Parker, Douglas A. and Maria L. Parker (California State University, USA) THE CASE OF ALBERT CAMUS: AN UNRECOGNIZED POSTCOLONIAL SUBJECT
This paper assesses Edward Said's criticism of the works of Albert Camus. For Said, western literature (including Camus' work) creates feelings and sentiments that "support, elaborate, and consolidate the practice of empire." Said's harsh judgment of Camus was made just before the publication of The First Man in France in 1994 in which Camus constructs an imaginary community which is the basis for a new inclusive Algerian nationalism. That Camus did not live long enough to mobilize support for his vision should not keep Said (and others) from a close reading of Camus's texts, including the recent fictional autobiography which was published posthumously. Indeed, after such an examination, Said could revise his judgment and possibly even conclude that Camus should not be seen as an "Occidental French Other" but rather as a heretofore unrecognized "Postcolonial Algerian Subject."

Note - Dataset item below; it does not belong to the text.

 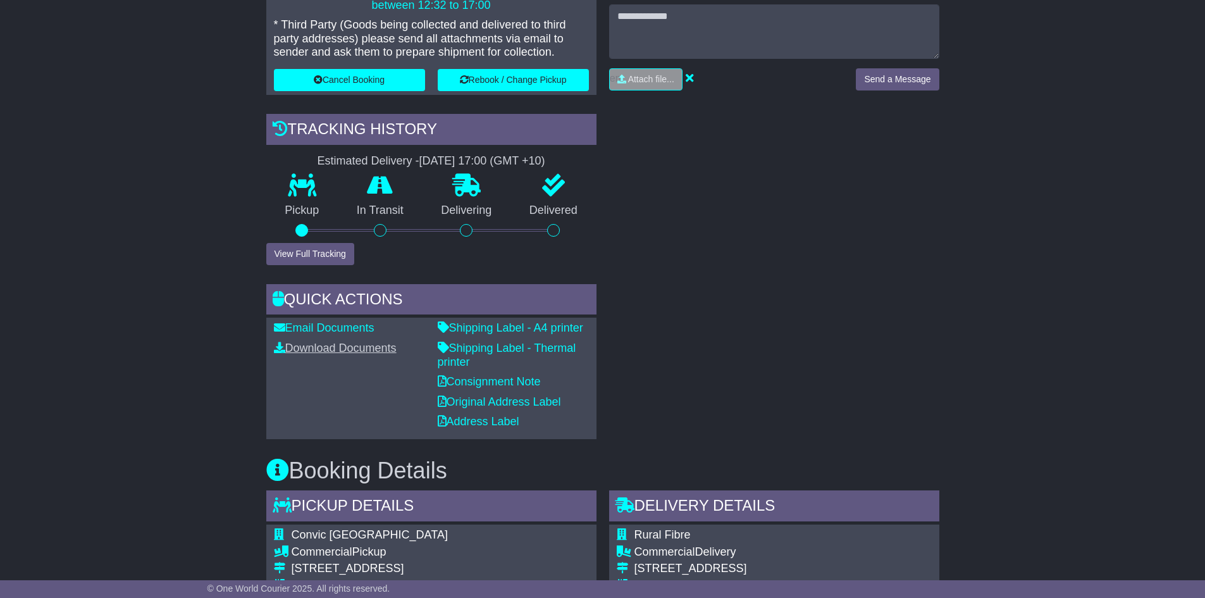 I want to click on a: Consignment Note, so click(x=489, y=382).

Nyman, Jopi (University of Joensuu, Finland) FROM THE VELD TO THE SHELTER: READING POST/COLONIAL ANIMALS IN SOUTH AFRICA
In this post-humanist era the unity of the white male subject, the main agent of humanism, has been shown to be an illusion and its status challenged by cyborgs, animal rights activists, postcolonialists, feminists, and queer theorists, criticizing the ideological construction of subjectivity. This paper dealing with the use of animals in cultural texts focusses on issues of race by discussing two South African animal narratives, Sir Percy Pitzpatrick's Jock of the Bushveld (1909) and J. M. Coetzee's Disgrace (1999). Reading the texts from a postcolonial perspective, I will explore the connection of the representation of race and the animal. While in colonialist narratives the representation of the animal is often framed in a narrative of race, issues of racial difference are no less important in Coetzee's novel focussing on post-apartheid South Africa.